Spotlight


August 18th, 2014

Children’s cancer expert backs Saatchi Innovation Bill

Professor David Walker, a children’s cancer expert at Nottingham, is supporting Lord Maurice Saatchi’s campaign to give doctors more freedom to try new ways to treat rare and terminal cancers.

If made law, Lord Saatchis Medical Innovation Bill would allow oncologists to explore innovative therapies, while building evidence for clinical trials.

The Bill is proceeding to a second reading in the House of Lords.

Professor Walker, who co-founded the UK’s leading Children’s Brain Tumour Research Centre, said: “When cancer patients have ‘nowhere else to go’ and if there is no trial for which they are eligible, they need to be able to try treatments that might work, based upon the best judgment of their medical advisors.

“We need to allow them to try such new drugs that may be applicable and collect that experience to inform the next generation of trials. The Saatchi Bill would do this, by protecting individual doctors who try new, licensed but untrialled treatments, on patients who have consented to such treatment outside of a formal trial.

Lord Saatchi, who was prompted by the death of his wife Josephine Hart from ovarian cancer to introduce the Bill, said:  “Professor Walker is pre-eminent in his field and his recognition of the importance of this Bill for patients is an immeasurable boost to the campaign.”

Centre of excellence to raise understanding of dementia

A new centre of excellence at the Institute of Mental Health in Nottingham will seek to transform our understanding of dementia.

The Centre for Dementia is focusing on dementia as a pathway or a journey, which typically lasts for several years from first onset to end-of-life.

The Institute is a partnership between Nottinghamshire Healthcare NHS Trust and The University of Nottingham. It houses a number of centres of excellence covering areas such as health and criminal justice, ADHD, social futures, and education.

Professor Tom Dening, Director of the new centre, said: “Through high-quality, useful research we will seek to improve the lives of people with dementia and their carers, looking at how people with dementia spend their time and what helps them to get quality from life.”

Academy honour for world leader in eczema research

Professor Hywel Williams, the Director of the Universitys Centre of Evidence Based Dermatology, has been elected to the Fellowship of the Academy of Medical Sciences for his contribution to the advancement of medical science in skin diseases.

Professor Williams was appointed Senior Lecturer in Dermatology at Nottingham in 1994 and became Foundation Professor of Dermato-Epidemiology in 1998. He founded the Centre of Evidence-Based Dermatology and became an NIHR senior investigator in 2008. In 2013, he was awarded a higher doctorate (DSc) for his international research into the causes and treatment of eczema.

Professor Williams said: “All my achievements rest on a team of wonderful colleagues at the Centre of Evidence-Based Dermatology and Nottingham University Hospitals NHS Trust. I feel excited about contributing to the agenda of the Academy given my background in clinical research and working with patients with skin disease.”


◆ **ACTIVITY**
Copy all entries exactly, and wherever an entry holds a picture, leave that picture out.

◆ **MATERIAL SUPPLIED**

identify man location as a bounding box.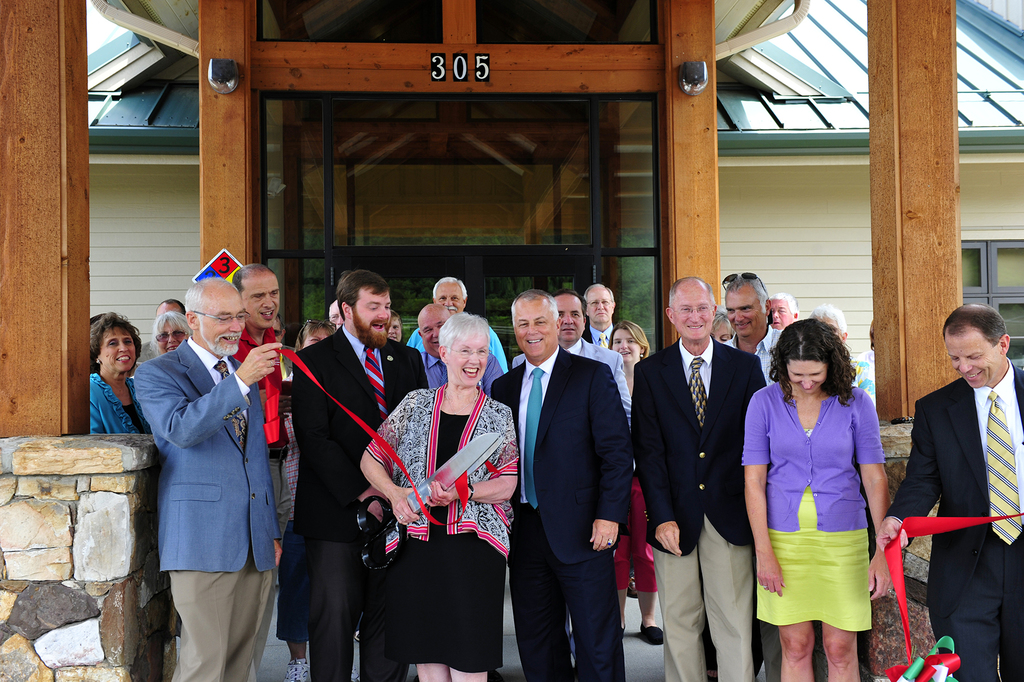
409/299/501/390.
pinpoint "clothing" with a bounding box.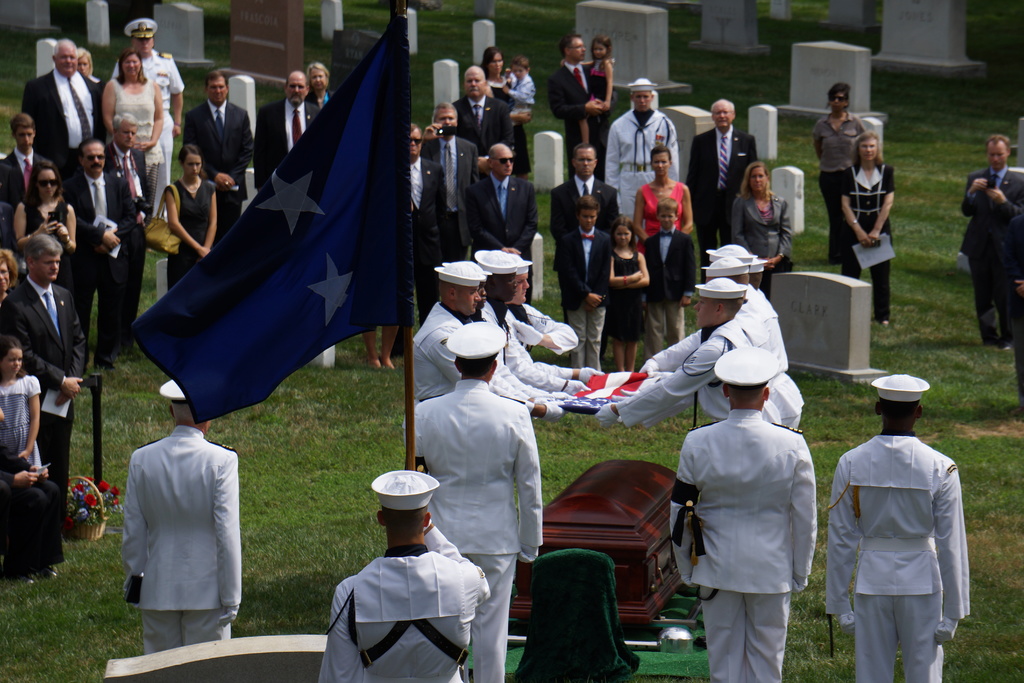
l=0, t=440, r=75, b=568.
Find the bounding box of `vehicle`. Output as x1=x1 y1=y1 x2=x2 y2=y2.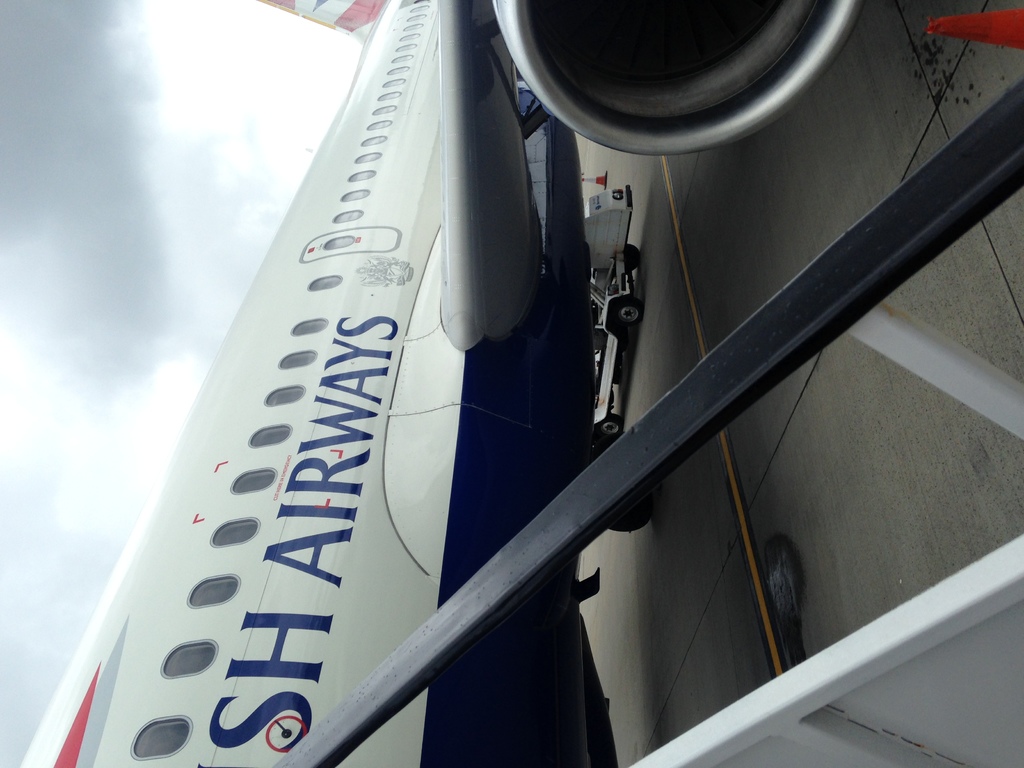
x1=0 y1=13 x2=1023 y2=767.
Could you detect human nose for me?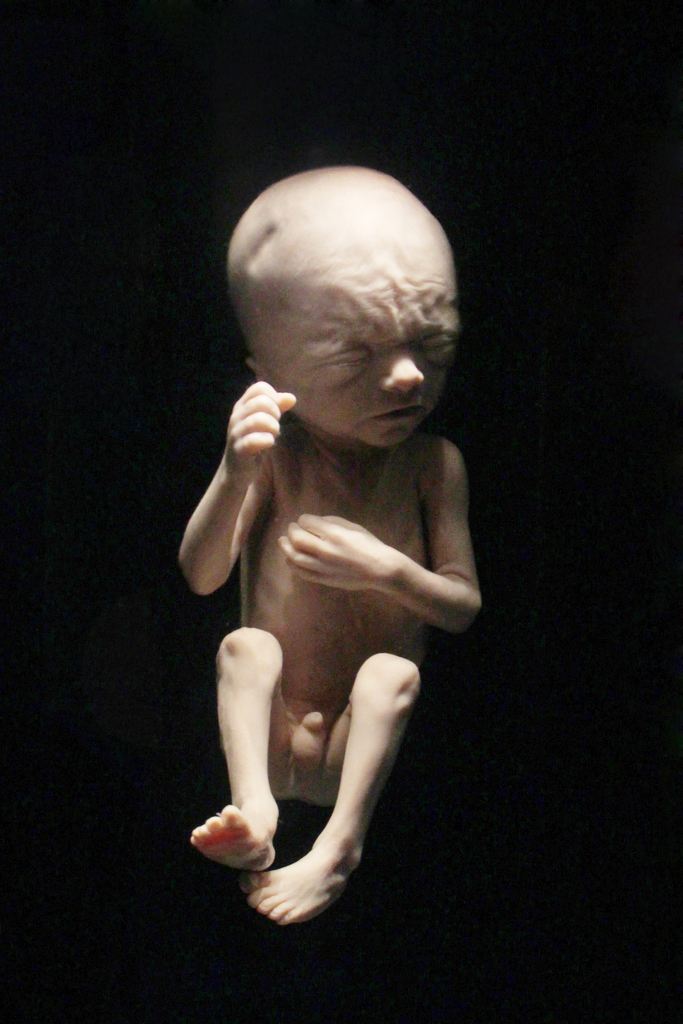
Detection result: {"left": 383, "top": 344, "right": 427, "bottom": 392}.
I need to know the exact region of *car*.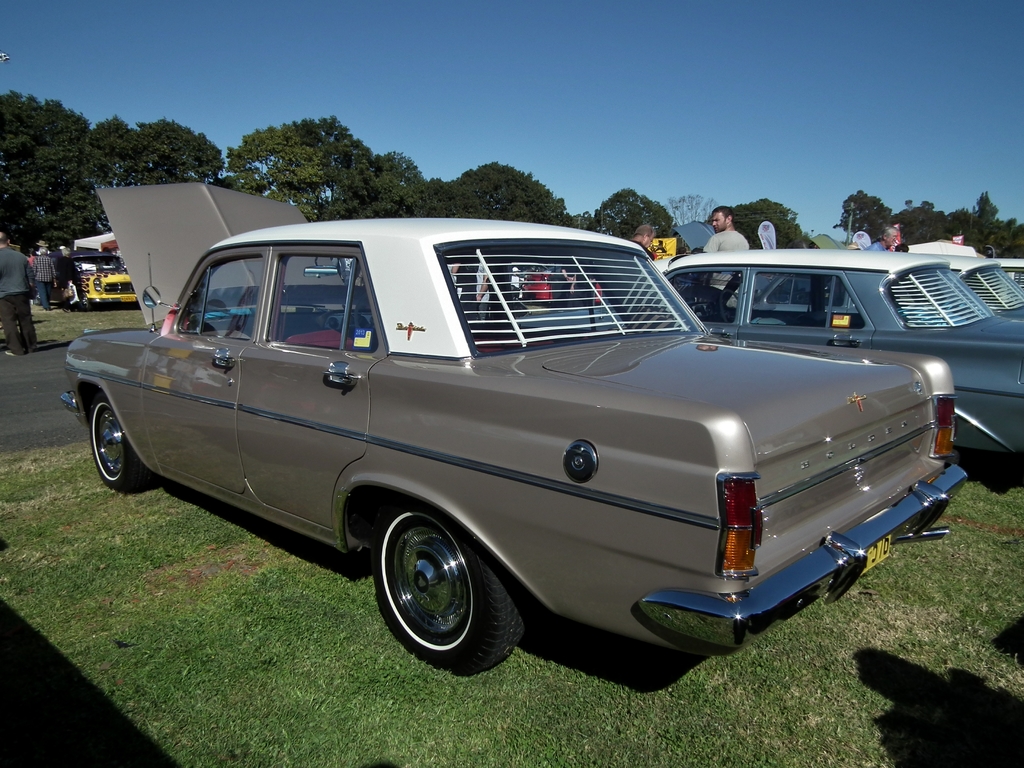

◆ **RESULT**
identify man location as a bounding box.
409/299/501/390.
pinpoint "clothing" with a bounding box.
l=0, t=440, r=75, b=568.
Find the bounding box of `vehicle`. Output as x1=x1 y1=y1 x2=x2 y2=y2.
x1=0 y1=13 x2=1023 y2=767.
Could you detect human nose for me?
Detection result: {"left": 383, "top": 344, "right": 427, "bottom": 392}.
I need to know the exact region of *car*.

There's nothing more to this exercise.